Genesis 6:9-8:22
When our
oldest son was a baby, he had a little stuffed Noah’s ark. I remember this
because he loved the giraffe. There was a time when, if he didn’t have
it, we had to find it. I tell the story because it reflects what we have
reduced Genesis 6-8 to: a children’s story famous for its animals.
But read
today’s reading, and you get a whole different picture. God’s action in the
flood is driven by human sinfulness. We read yesterday that every inclination of
the human heart was only evil all the time. Today we read that the earth was corrupt
and full of violence. (Violence is actually mentioned twice. What Cain started
and Lamech continued, the rest of the fallen race carried on.) Finally, God had
had enough and decided a new start was in order, and that new start entailed
wiping the corruption from the face of the earth. We don’t know how many people
lived on the earth at that moment but the Lord saw fit to save only 8. This is
no cute story about animals; it is a demonstration of God’s revulsion over sin
and of how terrible His judgment can be.
I have a
friend who calls Noah’s flood “the second greatest outpouring of God’s wrath in
human history.” The greatest outpouring was Jesus’ death on the cross, when, as
the hymn puts it, “Many hands were raised to wound Him, / None would intervene
to save; / But the deepest stroke that pierced Him / Was the stroke that
justice gave” (Lutheran Service Book, 451, v. 2). Between Noah and Jesus
is nothing less than God’s forbearance, not punishing human sin until by His
death Jesus would make atonement (Rom 3:25).
Therefore,
Noah’s flood is, at its core, a story about judgment and mercy, God’s fierce
wrath over human sin—all human sin, don’t kid yourself that your sins aren’t so
bad—and God’s grace, preserving a remnant because He will not give up on our
fallen, beloved race, and foreshadowing the moment when His Son would bear the
full weight of our sin in our place.
So, please,
forget the stuffed animals. It’s not that kind of story.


ACTIVITY » Output the full listing below exactly as it reads, and skip anything that is a picture.

SOURCE MATERIAL »
╭──
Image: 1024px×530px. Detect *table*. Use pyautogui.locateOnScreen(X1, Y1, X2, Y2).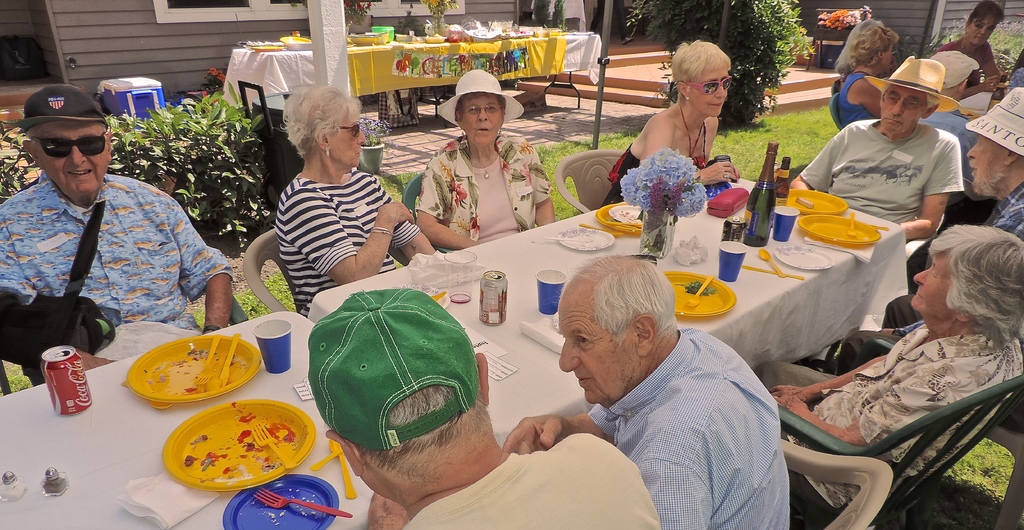
pyautogui.locateOnScreen(950, 87, 1007, 112).
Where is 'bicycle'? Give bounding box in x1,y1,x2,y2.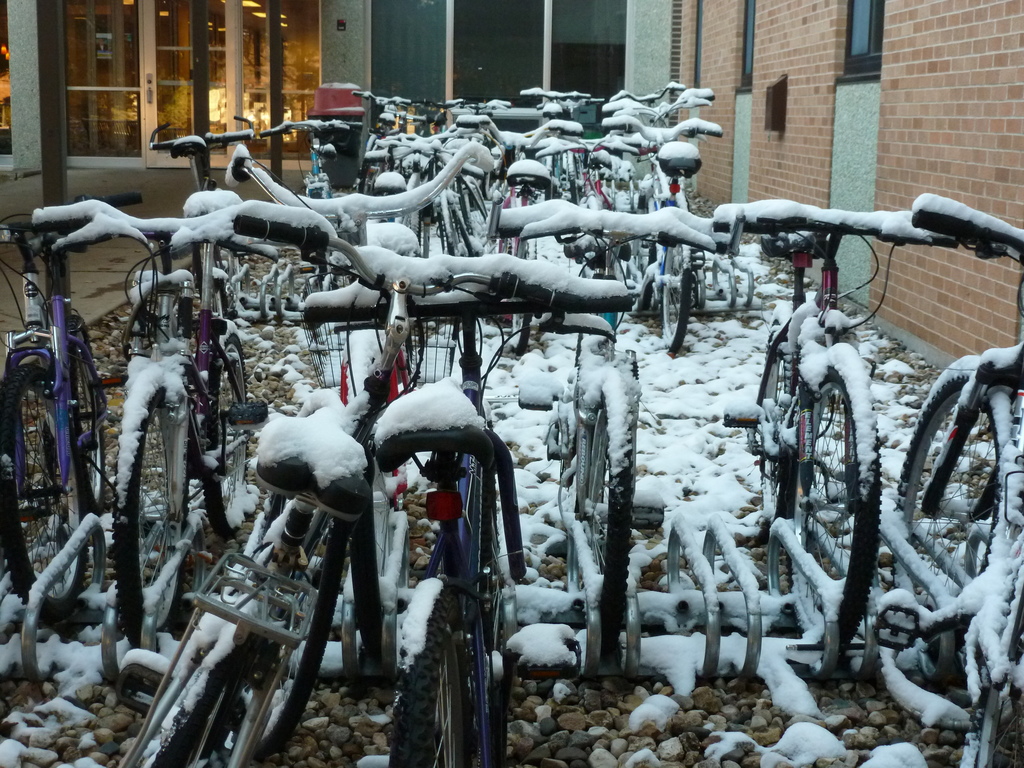
250,113,374,285.
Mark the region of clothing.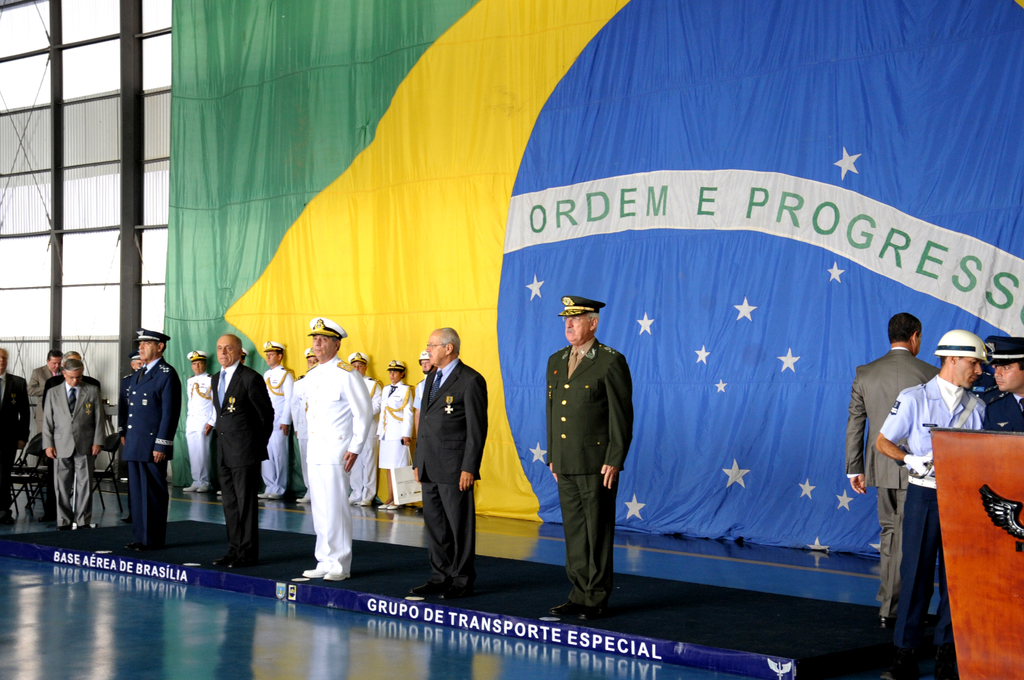
Region: 876, 376, 982, 643.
╰──
RESPONSE BELOW »
Image: 1024px×530px. Detect *table*. Use pyautogui.locateOnScreen(X1, Y1, X2, Y2).
pyautogui.locateOnScreen(950, 87, 1007, 112).
Where is 'bicycle'? Give bounding box in x1,y1,x2,y2.
250,113,374,285.
Mark the region of clothing.
Region: 876, 376, 982, 643.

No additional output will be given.